WAVE

A WAVE of Antique Hispanic Music Flows Over the California Missions

Ken Bullock on May 31, 2011
Women's Antique Vocal Ensemble (WAVE)

“At the California Missions in the 18th century,” said Cindy Beitmen, founder and director of the 14-voice Women’s Antique Vocal Ensemble (WAVE), “in the middle of nowhere, you’d find music. Earlier, it was known that in the cathedrals of Mexico City and Pueblo, there was polyphonic music better than in Europe. There was a mix of creole, mestizo, and black musicians. The Spanish had decimated the musical traditions of the Indians. Composers came from Spain to the New World and taught, and the Indians latched onto the European polyphonic tradition quickly. In some regions, there were 50 or 60 different Indian languages. The music was the only language in common when they were brought together.”

WAVE is kicking off a series of benefit concerts at several California Missions, to aid in the continuing restoration of the historic buildings. The first concert will be on June 6 at Saint Albert’s Priory Chapel, where Beitmen is music director — a non-Mission venue — followed by concerts Friday, June 10, at the Carmel Mission Basilica; Saturday, June 11, at Mission Santa Cruz; and an unusual performance (also free) Sunday, June 12, as part of the 11 a.m. Mass at the remarkable Mission San Antonio, southwest of King City. The latter Mission provides the only setting that closely resembles the terrain of Spanish California days, and the concert there will be followed by a procession out of the church with WAVE to the Mission’s fiesta that afternoon.

(In September and October, concerts will be given at Mission San José, Mission Dolores in San Francisco, and Mission San Rafael in Marin.)

The procession at Mission San Antonio will feature Hanacpachap cuicuinin, from what’s thought to be the first piece of polyphonic music published in the New World, called Ritual Formulario (from Cuzco, Peru, dated 1631), which was compiled by a Franciscan who ministered to the Incas. In their Imperial language, Quechua, it was originally directed to the Incan cosmic mother figure, Pachamama, which the Church then equated with the Virgin Mother, leaving the Quechua words intact. “We’ll be using a rainstick I’ve got and a big djembi drum from Kenya in the procession,” said Beitmen. (The piece will also be performed at all the other concerts.)

Much of the music for the concerts comes from Musica Colonial Archive, a 10,000-page cache of 16th- through 18th-century manuscripts, some in fragmentary form, “not uncovered until 1976, after the earthquake in Guatemala. Musicians and composers from Spain would come first to the cathedral in Guatemala City, then try to go to Pueblo and Mexico City to make money.” Beitmen also commented on “a big box of original manuscripts found in a mission in Bolivia, marked ‘Toilet Paper’ on the outside.... There’s a lot of stuff yet to be uncovered, all over Latin America. Musically, it really was an exciting time. I’m a trained musician, and I hadn’t heard of any of this.”

The Musica Colonial Archive includes some compositions by well-known Spanish composers — such as Cristobal de Morales, considered to be as influential as Tomas Luis de Victoria and Francisco Guerrero — which have no other known source. Besides Morales, Victoria, and Guerrero, other 16th- and 17th-century Spanish and Italian composers represented in the first part of the program are Giovanni Pierluigi da Palestrina, Gregorio Allegri, Sebastian Duron, and José Torres Martinez Bravo. The second part focuses on composers who emigrated to the New World and composers born there: Francis Lopez Capillas, Francisco Escalada, Hernando Franco, Juan Gutierrez de Padilla, Juan García de Zespedes, and Juan Araujo.

WAVE concerts, Beitmen remarked, have always “promoted early music that women were involved in,” as women of the various races and cultures in Latin America were in women’s choirs, not to mention nuns and novices in convents “who obviously played and sang some music.” She remarked that the idea for the Mission concerts had come to her seven years ago, “then went dormant for a while — our ‘Traditions’ concert had Latin music in it some years ago — but it’s coming together now because we have the right people.” Guest musicians include Joyce Johnson-Hamilton, on cornet and trumpet; Howard Kadis, archlute and vihuela; and Shirley Hunt, Mary Prout, and Aaron Westman, violin and viola.

“We really love Renaissance and Baroque music,” Beitmen concluded, “and having fun making music and helping others. We’ve performed at senior centers, at hospitals, and at Santa Rita Prison. This will be our first tour in 11 years together. The program will go from Masses to motets, villancicos, all forms of hymns, somber polyphonic music to later mixtures of counterpoint with African rhythms — crazy creole and mixed-race stuff: a very entertaining concert!”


What to do: The expected output is every record below, transcribed exactly, with the pictures left out.

++++++++

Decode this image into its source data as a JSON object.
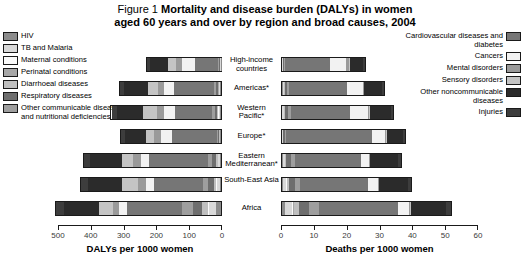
{
  "title": {
    "figure_label": "Figure 1",
    "line1": "Mortality and disease burden (DALYs) in women",
    "line2": "aged 60 years and over by region and broad causes, 2004"
  },
  "legend_left": {
    "items": [
      {
        "label": "HIV",
        "color": "#8c8c8c"
      },
      {
        "label": "TB and Malaria",
        "color": "#d9d9d9"
      },
      {
        "label": "Maternal conditions",
        "color": "#fafafa"
      },
      {
        "label": "Perinatal conditions",
        "color": "#a8a8a8"
      },
      {
        "label": "Diarrhoeal diseases",
        "color": "#bfbfbf"
      },
      {
        "label": "Respiratory diseases",
        "color": "#6e6e6e"
      },
      {
        "label": "Other communicable diseases and nutritional deficiencies",
        "color": "#9e9e9e"
      }
    ]
  },
  "legend_right": {
    "items": [
      {
        "label": "Cardiovascular diseases and diabetes",
        "color": "#767676"
      },
      {
        "label": "Cancers",
        "color": "#f2f2f2"
      },
      {
        "label": "Mental disorders",
        "color": "#9a9a9a"
      },
      {
        "label": "Sensory disorders",
        "color": "#c4c4c4"
      },
      {
        "label": "Other noncommunicable diseases",
        "color": "#2b2b2b"
      },
      {
        "label": "Injuries",
        "color": "#3d3d3d"
      }
    ]
  },
  "regions": [
    "High-income countries",
    "Americas*",
    "Western Pacific*",
    "Europe*",
    "Eastern Mediterranean*",
    "South-East Asia",
    "Africa"
  ],
  "axes": {
    "left": {
      "title": "DALYs per 1000 women",
      "ticks": [
        500,
        400,
        300,
        200,
        100,
        0
      ],
      "min": 0,
      "max": 500,
      "reversed": true
    },
    "right": {
      "title": "Deaths per 1000 women",
      "ticks": [
        0,
        10,
        20,
        30,
        40,
        50,
        60
      ],
      "min": 0,
      "max": 60,
      "reversed": false
    }
  },
  "chart_data": [
    {
      "type": "bar",
      "id": "dalys",
      "orientation": "horizontal",
      "direction": "right-to-left",
      "title": "DALYs per 1000 women",
      "xlabel": "DALYs per 1000 women",
      "ylabel": "",
      "xlim": [
        0,
        500
      ],
      "grid": false,
      "legend_position": "left",
      "categories": [
        "High-income countries",
        "Americas*",
        "Western Pacific*",
        "Europe*",
        "Eastern Mediterranean*",
        "South-East Asia",
        "Africa"
      ],
      "series": [
        {
          "name": "HIV",
          "color": "#8c8c8c",
          "values": [
            1,
            3,
            2,
            2,
            3,
            4,
            15
          ]
        },
        {
          "name": "TB and Malaria",
          "color": "#d9d9d9",
          "values": [
            1,
            3,
            5,
            2,
            5,
            10,
            22
          ]
        },
        {
          "name": "Maternal conditions",
          "color": "#fafafa",
          "values": [
            0,
            1,
            1,
            0,
            1,
            1,
            2
          ]
        },
        {
          "name": "Perinatal conditions",
          "color": "#a8a8a8",
          "values": [
            0,
            1,
            1,
            0,
            1,
            1,
            2
          ]
        },
        {
          "name": "Diarrhoeal diseases",
          "color": "#bfbfbf",
          "values": [
            1,
            2,
            3,
            1,
            5,
            7,
            17
          ]
        },
        {
          "name": "Respiratory diseases",
          "color": "#6e6e6e",
          "values": [
            3,
            6,
            8,
            4,
            12,
            16,
            30
          ]
        },
        {
          "name": "Other communicable diseases and nutritional deficiencies",
          "color": "#9e9e9e",
          "values": [
            3,
            6,
            8,
            5,
            12,
            16,
            32
          ]
        },
        {
          "name": "Cardiovascular diseases and diabetes",
          "color": "#767676",
          "values": [
            74,
            125,
            114,
            140,
            185,
            152,
            170
          ]
        },
        {
          "name": "Cancers",
          "color": "#f2f2f2",
          "values": [
            39,
            31,
            35,
            34,
            25,
            25,
            24
          ]
        },
        {
          "name": "Mental disorders",
          "color": "#9a9a9a",
          "values": [
            20,
            18,
            22,
            20,
            22,
            24,
            20
          ]
        },
        {
          "name": "Sensory disorders",
          "color": "#c4c4c4",
          "values": [
            25,
            30,
            42,
            24,
            36,
            52,
            42
          ]
        },
        {
          "name": "Other noncommunicable diseases",
          "color": "#2b2b2b",
          "values": [
            55,
            75,
            82,
            68,
            100,
            105,
            110
          ]
        },
        {
          "name": "Injuries",
          "color": "#3d3d3d",
          "values": [
            10,
            13,
            17,
            12,
            18,
            20,
            22
          ]
        }
      ],
      "totals": [
        232,
        314,
        340,
        312,
        425,
        433,
        508
      ]
    },
    {
      "type": "bar",
      "id": "deaths",
      "orientation": "horizontal",
      "direction": "left-to-right",
      "title": "Deaths per 1000 women",
      "xlabel": "Deaths per 1000 women",
      "ylabel": "",
      "xlim": [
        0,
        60
      ],
      "grid": false,
      "legend_position": "right",
      "categories": [
        "High-income countries",
        "Americas*",
        "Western Pacific*",
        "Europe*",
        "Eastern Mediterranean*",
        "South-East Asia",
        "Africa"
      ],
      "series": [
        {
          "name": "HIV",
          "color": "#8c8c8c",
          "values": [
            0.1,
            0.2,
            0.1,
            0.1,
            0.2,
            0.3,
            1.0
          ]
        },
        {
          "name": "TB and Malaria",
          "color": "#d9d9d9",
          "values": [
            0.1,
            0.3,
            0.5,
            0.2,
            0.6,
            1.0,
            2.2
          ]
        },
        {
          "name": "Maternal conditions",
          "color": "#fafafa",
          "values": [
            0.0,
            0.05,
            0.05,
            0.0,
            0.05,
            0.1,
            0.2
          ]
        },
        {
          "name": "Perinatal conditions",
          "color": "#a8a8a8",
          "values": [
            0.0,
            0.05,
            0.05,
            0.0,
            0.05,
            0.1,
            0.2
          ]
        },
        {
          "name": "Diarrhoeal diseases",
          "color": "#bfbfbf",
          "values": [
            0.1,
            0.2,
            0.3,
            0.1,
            0.5,
            0.7,
            1.6
          ]
        },
        {
          "name": "Respiratory diseases",
          "color": "#6e6e6e",
          "values": [
            0.4,
            0.7,
            0.9,
            0.5,
            1.4,
            1.8,
            3.1
          ]
        },
        {
          "name": "Other communicable diseases and nutritional deficiencies",
          "color": "#9e9e9e",
          "values": [
            0.3,
            0.6,
            0.8,
            0.5,
            1.2,
            1.6,
            3.0
          ]
        },
        {
          "name": "Cardiovascular diseases and diabetes",
          "color": "#767676",
          "values": [
            14.0,
            18.0,
            18.5,
            26.5,
            20.5,
            21.0,
            24.5
          ]
        },
        {
          "name": "Cancers",
          "color": "#f2f2f2",
          "values": [
            5.0,
            5.0,
            5.5,
            4.0,
            2.5,
            3.0,
            3.5
          ]
        },
        {
          "name": "Mental disorders",
          "color": "#9a9a9a",
          "values": [
            1.0,
            0.4,
            0.4,
            0.4,
            0.3,
            0.3,
            0.3
          ]
        },
        {
          "name": "Sensory disorders",
          "color": "#c4c4c4",
          "values": [
            0.1,
            0.1,
            0.1,
            0.1,
            0.1,
            0.1,
            0.1
          ]
        },
        {
          "name": "Other noncommunicable diseases",
          "color": "#2b2b2b",
          "values": [
            4.2,
            5.5,
            6.5,
            5.0,
            8.5,
            9.0,
            11.0
          ]
        },
        {
          "name": "Injuries",
          "color": "#3d3d3d",
          "values": [
            0.5,
            0.6,
            0.8,
            0.6,
            1.0,
            1.0,
            1.3
          ]
        }
      ],
      "totals": [
        25.8,
        31.7,
        34.5,
        38.0,
        36.9,
        40.0,
        52.0
      ]
    }
  ]
}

++++++++

Response area:
Decode this image into its source data as a JSON object.
{
  "title": {
    "figure_label": "Figure 1",
    "line1": "Mortality and disease burden (DALYs) in women",
    "line2": "aged 60 years and over by region and broad causes, 2004"
  },
  "legend_left": {
    "items": [
      {
        "label": "HIV",
        "color": "#8c8c8c"
      },
      {
        "label": "TB and Malaria",
        "color": "#d9d9d9"
      },
      {
        "label": "Maternal conditions",
        "color": "#fafafa"
      },
      {
        "label": "Perinatal conditions",
        "color": "#a8a8a8"
      },
      {
        "label": "Diarrhoeal diseases",
        "color": "#bfbfbf"
      },
      {
        "label": "Respiratory diseases",
        "color": "#6e6e6e"
      },
      {
        "label": "Other communicable diseases and nutritional deficiencies",
        "color": "#9e9e9e"
      }
    ]
  },
  "legend_right": {
    "items": [
      {
        "label": "Cardiovascular diseases and diabetes",
        "color": "#767676"
      },
      {
        "label": "Cancers",
        "color": "#f2f2f2"
      },
      {
        "label": "Mental disorders",
        "color": "#9a9a9a"
      },
      {
        "label": "Sensory disorders",
        "color": "#c4c4c4"
      },
      {
        "label": "Other noncommunicable diseases",
        "color": "#2b2b2b"
      },
      {
        "label": "Injuries",
        "color": "#3d3d3d"
      }
    ]
  },
  "regions": [
    "High-income countries",
    "Americas*",
    "Western Pacific*",
    "Europe*",
    "Eastern Mediterranean*",
    "South-East Asia",
    "Africa"
  ],
  "axes": {
    "left": {
      "title": "DALYs per 1000 women",
      "ticks": [
        500,
        400,
        300,
        200,
        100,
        0
      ],
      "min": 0,
      "max": 500,
      "reversed": true
    },
    "right": {
      "title": "Deaths per 1000 women",
      "ticks": [
        0,
        10,
        20,
        30,
        40,
        50,
        60
      ],
      "min": 0,
      "max": 60,
      "reversed": false
    }
  },
  "chart_data": [
    {
      "type": "bar",
      "id": "dalys",
      "orientation": "horizontal",
      "direction": "right-to-left",
      "title": "DALYs per 1000 women",
      "xlabel": "DALYs per 1000 women",
      "ylabel": "",
      "xlim": [
        0,
        500
      ],
      "grid": false,
      "legend_position": "left",
      "categories": [
        "High-income countries",
        "Americas*",
        "Western Pacific*",
        "Europe*",
        "Eastern Mediterranean*",
        "South-East Asia",
        "Africa"
      ],
      "series": [
        {
          "name": "HIV",
          "color": "#8c8c8c",
          "values": [
            1,
            3,
            2,
            2,
            3,
            4,
            15
          ]
        },
        {
          "name": "TB and Malaria",
          "color": "#d9d9d9",
          "values": [
            1,
            3,
            5,
            2,
            5,
            10,
            22
          ]
        },
        {
          "name": "Maternal conditions",
          "color": "#fafafa",
          "values": [
            0,
            1,
            1,
            0,
            1,
            1,
            2
          ]
        },
        {
          "name": "Perinatal conditions",
          "color": "#a8a8a8",
          "values": [
            0,
            1,
            1,
            0,
            1,
            1,
            2
          ]
        },
        {
          "name": "Diarrhoeal diseases",
          "color": "#bfbfbf",
          "values": [
            1,
            2,
            3,
            1,
            5,
            7,
            17
          ]
        },
        {
          "name": "Respiratory diseases",
          "color": "#6e6e6e",
          "values": [
            3,
            6,
            8,
            4,
            12,
            16,
            30
          ]
        },
        {
          "name": "Other communicable diseases and nutritional deficiencies",
          "color": "#9e9e9e",
          "values": [
            3,
            6,
            8,
            5,
            12,
            16,
            32
          ]
        },
        {
          "name": "Cardiovascular diseases and diabetes",
          "color": "#767676",
          "values": [
            74,
            125,
            114,
            140,
            185,
            152,
            170
          ]
        },
        {
          "name": "Cancers",
          "color": "#f2f2f2",
          "values": [
            39,
            31,
            35,
            34,
            25,
            25,
            24
          ]
        },
        {
          "name": "Mental disorders",
          "color": "#9a9a9a",
          "values": [
            20,
            18,
            22,
            20,
            22,
            24,
            20
          ]
        },
        {
          "name": "Sensory disorders",
          "color": "#c4c4c4",
          "values": [
            25,
            30,
            42,
            24,
            36,
            52,
            42
          ]
        },
        {
          "name": "Other noncommunicable diseases",
          "color": "#2b2b2b",
          "values": [
            55,
            75,
            82,
            68,
            100,
            105,
            110
          ]
        },
        {
          "name": "Injuries",
          "color": "#3d3d3d",
          "values": [
            10,
            13,
            17,
            12,
            18,
            20,
            22
          ]
        }
      ],
      "totals": [
        232,
        314,
        340,
        312,
        425,
        433,
        508
      ]
    },
    {
      "type": "bar",
      "id": "deaths",
      "orientation": "horizontal",
      "direction": "left-to-right",
      "title": "Deaths per 1000 women",
      "xlabel": "Deaths per 1000 women",
      "ylabel": "",
      "xlim": [
        0,
        60
      ],
      "grid": false,
      "legend_position": "right",
      "categories": [
        "High-income countries",
        "Americas*",
        "Western Pacific*",
        "Europe*",
        "Eastern Mediterranean*",
        "South-East Asia",
        "Africa"
      ],
      "series": [
        {
          "name": "HIV",
          "color": "#8c8c8c",
          "values": [
            0.1,
            0.2,
            0.1,
            0.1,
            0.2,
            0.3,
            1.0
          ]
        },
        {
          "name": "TB and Malaria",
          "color": "#d9d9d9",
          "values": [
            0.1,
            0.3,
            0.5,
            0.2,
            0.6,
            1.0,
            2.2
          ]
        },
        {
          "name": "Maternal conditions",
          "color": "#fafafa",
          "values": [
            0.0,
            0.05,
            0.05,
            0.0,
            0.05,
            0.1,
            0.2
          ]
        },
        {
          "name": "Perinatal conditions",
          "color": "#a8a8a8",
          "values": [
            0.0,
            0.05,
            0.05,
            0.0,
            0.05,
            0.1,
            0.2
          ]
        },
        {
          "name": "Diarrhoeal diseases",
          "color": "#bfbfbf",
          "values": [
            0.1,
            0.2,
            0.3,
            0.1,
            0.5,
            0.7,
            1.6
          ]
        },
        {
          "name": "Respiratory diseases",
          "color": "#6e6e6e",
          "values": [
            0.4,
            0.7,
            0.9,
            0.5,
            1.4,
            1.8,
            3.1
          ]
        },
        {
          "name": "Other communicable diseases and nutritional deficiencies",
          "color": "#9e9e9e",
          "values": [
            0.3,
            0.6,
            0.8,
            0.5,
            1.2,
            1.6,
            3.0
          ]
        },
        {
          "name": "Cardiovascular diseases and diabetes",
          "color": "#767676",
          "values": [
            14.0,
            18.0,
            18.5,
            26.5,
            20.5,
            21.0,
            24.5
          ]
        },
        {
          "name": "Cancers",
          "color": "#f2f2f2",
          "values": [
            5.0,
            5.0,
            5.5,
            4.0,
            2.5,
            3.0,
            3.5
          ]
        },
        {
          "name": "Mental disorders",
          "color": "#9a9a9a",
          "values": [
            1.0,
            0.4,
            0.4,
            0.4,
            0.3,
            0.3,
            0.3
          ]
        },
        {
          "name": "Sensory disorders",
          "color": "#c4c4c4",
          "values": [
            0.1,
            0.1,
            0.1,
            0.1,
            0.1,
            0.1,
            0.1
          ]
        },
        {
          "name": "Other noncommunicable diseases",
          "color": "#2b2b2b",
          "values": [
            4.2,
            5.5,
            6.5,
            5.0,
            8.5,
            9.0,
            11.0
          ]
        },
        {
          "name": "Injuries",
          "color": "#3d3d3d",
          "values": [
            0.5,
            0.6,
            0.8,
            0.6,
            1.0,
            1.0,
            1.3
          ]
        }
      ],
      "totals": [
        25.8,
        31.7,
        34.5,
        38.0,
        36.9,
        40.0,
        52.0
      ]
    }
  ]
}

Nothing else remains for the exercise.